The four Saad siblings of the Galilee Quartet, now based in Paris, delivered a unique performance at Milton Court in London, blending classical Western music with Eastern improvisation. The evening began with a strategic opener: Webern's lyrical love-letter Langsamer Satz, the only classical work on the programme. It was as though the quartet wanted to prove they could play it straight, before travelling further and further away from traditional textures and instruments, trading acoustic performance for microphones, swapping strings for voices, percussion and oud.
Formed in 2011, the Palestinian ensemble was forced into hiatus in 2013 when eldest brother Omar was summoned for military conscription by Israel's IDF. Refusing to serve, he was imprisoned as a conscientious objector. The quartet are currently based in Paris, honing their signature blend of east-meets-west music-making.
By the final two pieces, music stands had disappeared too. "We improvise!" Mostafa declared. And, with nothing between them, the siblings at last began to play as they talked: bantering, bickering and sparking off one another, alert to shifting currents of energy and mood in two works composed (like the bulk of the programme) by Mostafa himself: an evocative fusion of Western techniques and colours allied to singing Arabic melodies, clustered with expressive, ornamental detail.

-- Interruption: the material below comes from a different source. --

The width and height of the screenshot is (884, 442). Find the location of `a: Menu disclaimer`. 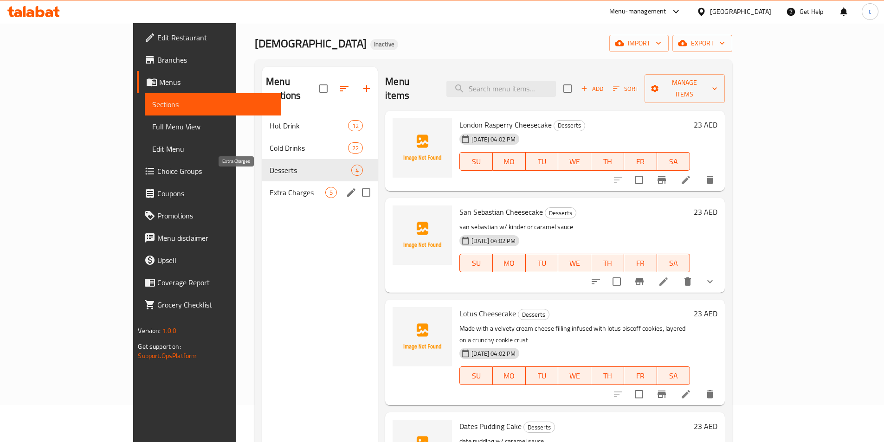

a: Menu disclaimer is located at coordinates (209, 238).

But much of the evening felt like a work in progress. The Webern was pallid, tuning unsettled and texture ungrounded. Arrangements of Fairouz's Yallah Tnam Rima and Asmahan's Ya Habibi Ta'ala and Emta Hata'raf (all sung with vulnerable, rapt beauty by cellist Tibah) failed to exploit the available instruments. Only Gandhi's Sama'l Eitab – bringing worlds together in a brooding "song of reproach", now flirting with a Piazzolla tango, now a baroque violin cadenza – began to explore what he described as the group's "complicated story as musicians and human beings".